How to complete this task:
Produce an exact copy of the lines from the line that contains "What are the" to the end of the listing below.

Task material:
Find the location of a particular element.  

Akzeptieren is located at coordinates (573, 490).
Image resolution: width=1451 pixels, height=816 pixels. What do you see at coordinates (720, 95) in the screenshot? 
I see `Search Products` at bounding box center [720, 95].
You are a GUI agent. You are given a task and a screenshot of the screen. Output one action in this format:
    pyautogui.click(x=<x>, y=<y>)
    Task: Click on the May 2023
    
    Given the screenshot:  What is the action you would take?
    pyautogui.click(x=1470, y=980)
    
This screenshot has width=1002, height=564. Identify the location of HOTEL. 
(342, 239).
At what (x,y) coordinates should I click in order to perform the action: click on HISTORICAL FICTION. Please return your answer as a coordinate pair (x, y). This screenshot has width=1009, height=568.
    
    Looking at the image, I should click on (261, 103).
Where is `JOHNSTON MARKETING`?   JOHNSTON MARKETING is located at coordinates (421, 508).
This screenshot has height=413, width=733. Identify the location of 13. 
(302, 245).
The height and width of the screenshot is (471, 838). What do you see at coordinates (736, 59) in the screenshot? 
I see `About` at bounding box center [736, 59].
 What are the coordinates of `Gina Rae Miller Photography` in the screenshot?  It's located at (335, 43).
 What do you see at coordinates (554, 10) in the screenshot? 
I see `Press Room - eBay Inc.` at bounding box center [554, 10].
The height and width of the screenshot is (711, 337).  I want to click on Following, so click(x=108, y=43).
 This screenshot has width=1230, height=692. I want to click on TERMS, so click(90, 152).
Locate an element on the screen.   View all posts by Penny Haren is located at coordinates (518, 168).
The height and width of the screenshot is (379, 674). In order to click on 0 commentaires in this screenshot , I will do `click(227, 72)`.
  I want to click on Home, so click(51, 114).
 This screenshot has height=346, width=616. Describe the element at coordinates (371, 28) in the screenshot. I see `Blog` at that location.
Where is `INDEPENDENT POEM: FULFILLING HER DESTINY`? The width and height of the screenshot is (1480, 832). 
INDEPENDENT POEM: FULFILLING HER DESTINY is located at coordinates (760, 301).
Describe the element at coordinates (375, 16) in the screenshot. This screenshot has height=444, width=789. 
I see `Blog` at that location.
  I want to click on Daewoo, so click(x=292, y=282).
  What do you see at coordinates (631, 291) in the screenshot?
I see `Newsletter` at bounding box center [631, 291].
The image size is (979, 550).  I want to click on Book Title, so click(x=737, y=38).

Solution:
 What are the coordinates of `Gina Rae Miller Photography` in the screenshot?  It's located at (335, 43).
 What do you see at coordinates (554, 10) in the screenshot? 
I see `Press Room - eBay Inc.` at bounding box center [554, 10].
The height and width of the screenshot is (711, 337).  I want to click on Following, so click(x=108, y=43).
 This screenshot has width=1230, height=692. I want to click on TERMS, so click(90, 152).
Locate an element on the screen.   View all posts by Penny Haren is located at coordinates (518, 168).
The height and width of the screenshot is (379, 674). In order to click on 0 commentaires in this screenshot , I will do `click(227, 72)`.
  I want to click on Home, so click(51, 114).
 This screenshot has height=346, width=616. Describe the element at coordinates (371, 28) in the screenshot. I see `Blog` at that location.
Where is `INDEPENDENT POEM: FULFILLING HER DESTINY`? The width and height of the screenshot is (1480, 832). 
INDEPENDENT POEM: FULFILLING HER DESTINY is located at coordinates (760, 301).
Describe the element at coordinates (375, 16) in the screenshot. This screenshot has height=444, width=789. 
I see `Blog` at that location.
  I want to click on Daewoo, so click(x=292, y=282).
  What do you see at coordinates (631, 291) in the screenshot?
I see `Newsletter` at bounding box center [631, 291].
The image size is (979, 550).  I want to click on Book Title, so click(x=737, y=38).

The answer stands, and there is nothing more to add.